A Wobbling Stock Market

A third period of heightened volatility shouldn’t surprise us.

Consider this chart of the SPX (S&P 500) over the past two years: take a look at the relative steepness of each of the red lines (rallies), the duration of each rally (purple lines), the blue boxes (volatile spots of bother) and the green line (market has gone nowhere for 19 months as every rally to new highs drops back to or below the high of January 2018).

As the saying goes, a market topping is not an event, it’s a process. There are a handful of historically useful characteristics of topping markets: Pathfinding our Destin... Smith, Charles Hugh Best Price: $9.95 Buy New $12.00 (as of 03:30 UTC - Details)

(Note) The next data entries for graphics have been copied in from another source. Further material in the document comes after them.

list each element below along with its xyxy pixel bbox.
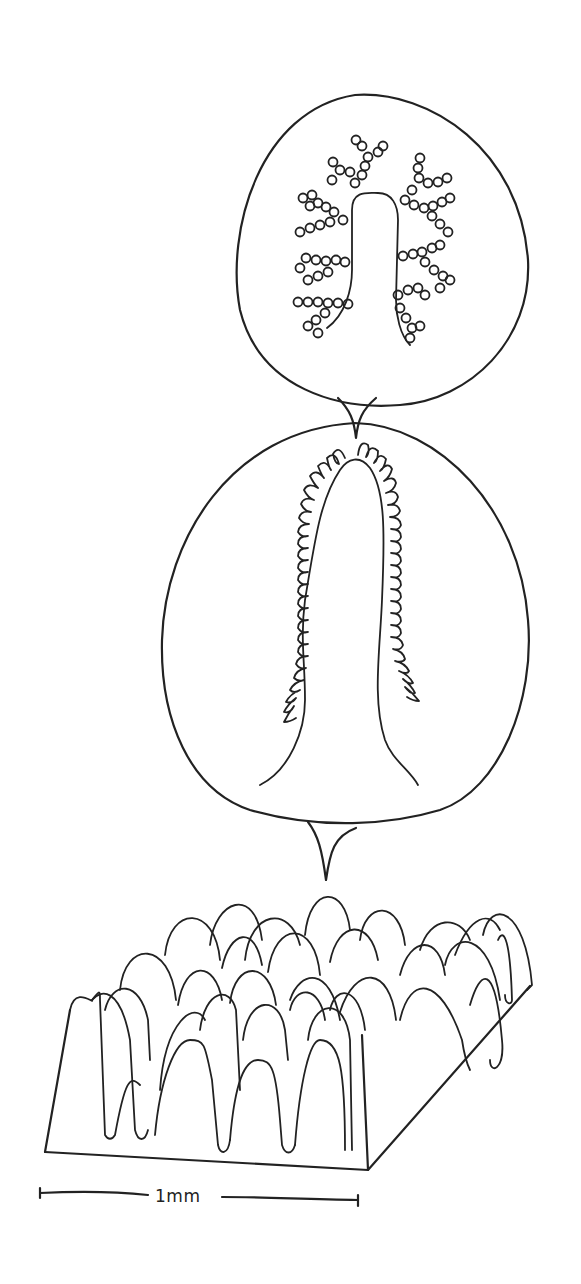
microvilli-right xyxy=(358,443,419,701)
scale-bar-label: 1mm xyxy=(152,1186,203,1206)
block-base xyxy=(45,986,530,1170)
glycocalyx-left xyxy=(294,136,388,338)
connector-bottom xyxy=(308,822,356,880)
villus-core xyxy=(260,460,418,785)
top-magnification-circle xyxy=(237,95,529,406)
microvillus-body xyxy=(327,193,410,345)
glycocalyx-right xyxy=(394,154,455,343)
villi-surface-block xyxy=(45,897,532,1170)
microvilli-left xyxy=(284,450,345,722)
middle-magnification-egg xyxy=(162,423,529,823)
diagram-canvas xyxy=(0,0,581,1284)
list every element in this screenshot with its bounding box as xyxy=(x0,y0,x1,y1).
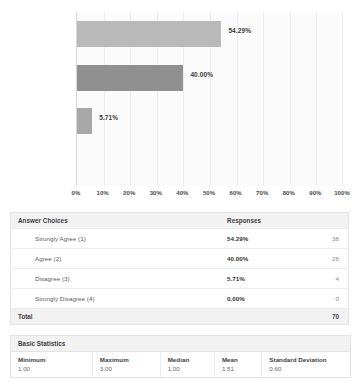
responses-table-body: Strongly Agree (1)54.29%38Agree (2)40.00… xyxy=(11,229,349,309)
cell-response-percent: 40.00% xyxy=(220,249,308,269)
bar-agree[interactable] xyxy=(77,65,183,91)
basic-statistics-title: Basic Statistics xyxy=(11,336,350,352)
bar-row-agree: 40.00% Agree xyxy=(77,56,343,100)
stat-cell: Median1.00 xyxy=(160,352,214,377)
bar-value-disagree: 5.71% xyxy=(99,114,118,121)
stat-cell: Mean1.51 xyxy=(214,352,261,377)
stat-value: 3.00 xyxy=(100,365,160,372)
x-axis-tick: 80% xyxy=(283,190,295,196)
x-axis-tick: 30% xyxy=(150,190,162,196)
bar-value-agree: 40.00% xyxy=(190,71,213,78)
stat-label: Mean xyxy=(222,356,261,363)
stat-value: 0.60 xyxy=(269,365,350,372)
cell-answer-choice: Strongly Agree (1) xyxy=(11,229,221,249)
chart-plot-area: 54.29% Strongly Agree 40.00% Agree 5.71%… xyxy=(76,12,343,186)
stat-cell: Maximum3.00 xyxy=(92,352,160,377)
x-axis-tick: 10% xyxy=(97,190,109,196)
statistics-row: Minimum1.00Maximum3.00Median1.00Mean1.51… xyxy=(11,352,350,377)
cell-answer-choice: Disagree (3) xyxy=(11,269,221,289)
cell-answer-choice: Strongly Disagree (4) xyxy=(11,289,221,309)
stat-label: Median xyxy=(168,356,214,363)
x-axis-tick: 90% xyxy=(309,190,321,196)
stat-value: 1.00 xyxy=(168,365,214,372)
cell-response-count: 4 xyxy=(308,269,349,289)
total-percent xyxy=(220,309,308,325)
bar-row-disagree: 5.71% Disagree xyxy=(77,99,343,143)
table-total-row: Total 70 xyxy=(11,309,349,325)
table-row: Strongly Disagree (4)0.00%0 xyxy=(11,289,349,309)
header-responses: Responses xyxy=(220,213,308,229)
total-count: 70 xyxy=(308,309,349,325)
stat-value: 1.00 xyxy=(18,365,92,372)
table-row: Strongly Agree (1)54.29%38 xyxy=(11,229,349,249)
x-axis-tick: 50% xyxy=(203,190,215,196)
stat-cell: Standard Deviation0.60 xyxy=(262,352,350,377)
cell-answer-choice: Agree (2) xyxy=(11,249,221,269)
stat-label: Standard Deviation xyxy=(269,356,350,363)
x-axis-tick: 100% xyxy=(334,190,350,196)
cell-response-percent: 5.71% xyxy=(220,269,308,289)
total-label: Total xyxy=(11,309,221,325)
x-axis-tick: 0% xyxy=(72,190,81,196)
basic-statistics-panel: Basic Statistics Minimum1.00Maximum3.00M… xyxy=(10,335,351,378)
x-axis-tick: 40% xyxy=(176,190,188,196)
table-row: Disagree (3)5.71%4 xyxy=(11,269,349,289)
chart-x-axis: 0%10%20%30%40%50%60%70%80%90%100% xyxy=(76,190,342,204)
cell-response-percent: 54.29% xyxy=(220,229,308,249)
bar-row-strongly-disagree: Strongly Disagree xyxy=(77,143,343,187)
x-axis-tick: 70% xyxy=(256,190,268,196)
table-row: Agree (2)40.00%28 xyxy=(11,249,349,269)
cell-response-percent: 0.00% xyxy=(220,289,308,309)
stat-label: Minimum xyxy=(18,356,92,363)
bar-disagree[interactable] xyxy=(77,108,92,134)
stat-value: 1.51 xyxy=(222,365,261,372)
cell-response-count: 28 xyxy=(308,249,349,269)
x-axis-tick: 60% xyxy=(230,190,242,196)
cell-response-count: 38 xyxy=(308,229,349,249)
header-count xyxy=(308,213,349,229)
basic-statistics-table: Minimum1.00Maximum3.00Median1.00Mean1.51… xyxy=(11,352,350,377)
header-answer-choices: Answer Choices xyxy=(11,213,221,229)
survey-bar-chart: 54.29% Strongly Agree 40.00% Agree 5.71%… xyxy=(0,0,359,212)
bar-strongly-agree[interactable] xyxy=(77,21,221,47)
bar-value-strongly-agree: 54.29% xyxy=(228,27,251,34)
stat-label: Maximum xyxy=(100,356,160,363)
table-header-row: Answer Choices Responses xyxy=(11,213,349,229)
stat-cell: Minimum1.00 xyxy=(11,352,92,377)
responses-table: Answer Choices Responses Strongly Agree … xyxy=(10,212,349,325)
bar-row-strongly-agree: 54.29% Strongly Agree xyxy=(77,12,343,56)
x-axis-tick: 20% xyxy=(123,190,135,196)
cell-response-count: 0 xyxy=(308,289,349,309)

1. Declining volume / liquidity

2. Increasing volatility–major swings up and down that increase in amplitude and frequency

3. Inability to break decisively above previous resistance (i.e. make sustainable new highs in a stairstep that moves higher).

We see all these elements in the S&P 500 over the past few years. A healthy, stable advance in 2017 led to a manic blow-off top that crashed in February of 2018, setting off a period of high volatility.

This set up another stable advance that was shorter than the previous advance, and also steeper. This led to the multi-month period of instability that concluded in a panic crash in December 2018.